Linux boot media need not be tricky! In today's episode, I'll talk about four ways to flash an ISO from Windows (and other systems too). I know a lot of you are switching to Linux because of Micros...
No, the drive needs a boot partition for the bios to know there is something to be booted on the drive.
Most Linux ISO’s do properly include the partitions in the ISO, so you can clone the iso to a drive and that should work, using dd for example. But just copying the files won’t work.
iirc windows iso’s did use to support just creating a fat32 partition and moving all the files over, not sure how they managed that. But now the international ISO for win 11 has a file that’s more than the max 4Gb allowed by fat32, so you can’t do that anymore either.
In the general case, no, but there are some rare specific cases where that does work.
If you’re trying to produce Linux media that will boot on a single-board computer that has an onboard bootloader, like a Pi 4, you can indeed just partition the target medium and copy the files manually (been there, done that, working with a custom Gentoo install with no ISO).
If the bootloader has to be on the target medium (as it would for a desktop or laptop), then that won’t work unless you also do a manual bootloader install after copying everything. Not impossible, but at that point you’re hitting the level of complexity where it’s easier to figure out the correct dd command.
(As for Windows? Don’t even bother. It hates being worked on with anything but its own tools.)
I curious because I don’t have the skill to test it myself but can you just manually copy everything to USB it’s just work?
No, the drive needs a boot partition for the bios to know there is something to be booted on the drive.
Most Linux ISO’s do properly include the partitions in the ISO, so you can clone the iso to a drive and that should work, using dd for example. But just copying the files won’t work.
iirc windows iso’s did use to support just creating a fat32 partition and moving all the files over, not sure how they managed that. But now the international ISO for win 11 has a file that’s more than the max 4Gb allowed by fat32, so you can’t do that anymore either.
In the general case, no, but there are some rare specific cases where that does work.
If you’re trying to produce Linux media that will boot on a single-board computer that has an onboard bootloader, like a Pi 4, you can indeed just partition the target medium and copy the files manually (been there, done that, working with a custom Gentoo install with no ISO).
If the bootloader has to be on the target medium (as it would for a desktop or laptop), then that won’t work unless you also do a manual bootloader install after copying everything. Not impossible, but at that point you’re hitting the level of complexity where it’s easier to figure out the correct
dd
command.(As for Windows? Don’t even bother. It hates being worked on with anything but its own tools.)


__Work item__: The entries that follow need to be retyped verbatim.

__Records for the task__:
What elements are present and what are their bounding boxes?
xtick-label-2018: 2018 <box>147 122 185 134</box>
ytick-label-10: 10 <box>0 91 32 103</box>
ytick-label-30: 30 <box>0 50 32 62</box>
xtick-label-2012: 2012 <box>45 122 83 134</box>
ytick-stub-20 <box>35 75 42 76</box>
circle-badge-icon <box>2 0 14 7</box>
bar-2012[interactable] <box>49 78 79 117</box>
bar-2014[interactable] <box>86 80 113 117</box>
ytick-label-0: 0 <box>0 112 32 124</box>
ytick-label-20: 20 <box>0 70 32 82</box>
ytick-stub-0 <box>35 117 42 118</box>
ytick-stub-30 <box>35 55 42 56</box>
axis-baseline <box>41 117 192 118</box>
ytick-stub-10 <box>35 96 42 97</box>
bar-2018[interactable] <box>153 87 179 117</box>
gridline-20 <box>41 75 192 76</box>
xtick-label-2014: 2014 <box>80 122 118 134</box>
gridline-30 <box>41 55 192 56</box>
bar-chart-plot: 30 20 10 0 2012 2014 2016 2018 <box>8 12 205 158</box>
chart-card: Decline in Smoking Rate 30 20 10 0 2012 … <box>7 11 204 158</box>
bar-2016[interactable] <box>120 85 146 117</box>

__Response area__:
What elements are present and what are their bounding boxes?
xtick-label-2018: 2018 <box>147 122 185 134</box>
ytick-label-10: 10 <box>0 91 32 103</box>
ytick-label-30: 30 <box>0 50 32 62</box>
xtick-label-2012: 2012 <box>45 122 83 134</box>
ytick-stub-20 <box>35 75 42 76</box>
circle-badge-icon <box>2 0 14 7</box>
bar-2012[interactable] <box>49 78 79 117</box>
bar-2014[interactable] <box>86 80 113 117</box>
ytick-label-0: 0 <box>0 112 32 124</box>
ytick-label-20: 20 <box>0 70 32 82</box>
ytick-stub-0 <box>35 117 42 118</box>
ytick-stub-30 <box>35 55 42 56</box>
axis-baseline <box>41 117 192 118</box>
ytick-stub-10 <box>35 96 42 97</box>
bar-2018[interactable] <box>153 87 179 117</box>
gridline-20 <box>41 75 192 76</box>
xtick-label-2014: 2014 <box>80 122 118 134</box>
gridline-30 <box>41 55 192 56</box>
bar-chart-plot: 30 20 10 0 2012 2014 2016 2018 <box>8 12 205 158</box>
chart-card: Decline in Smoking Rate 30 20 10 0 2012 … <box>7 11 204 158</box>
bar-2016[interactable] <box>120 85 146 117</box>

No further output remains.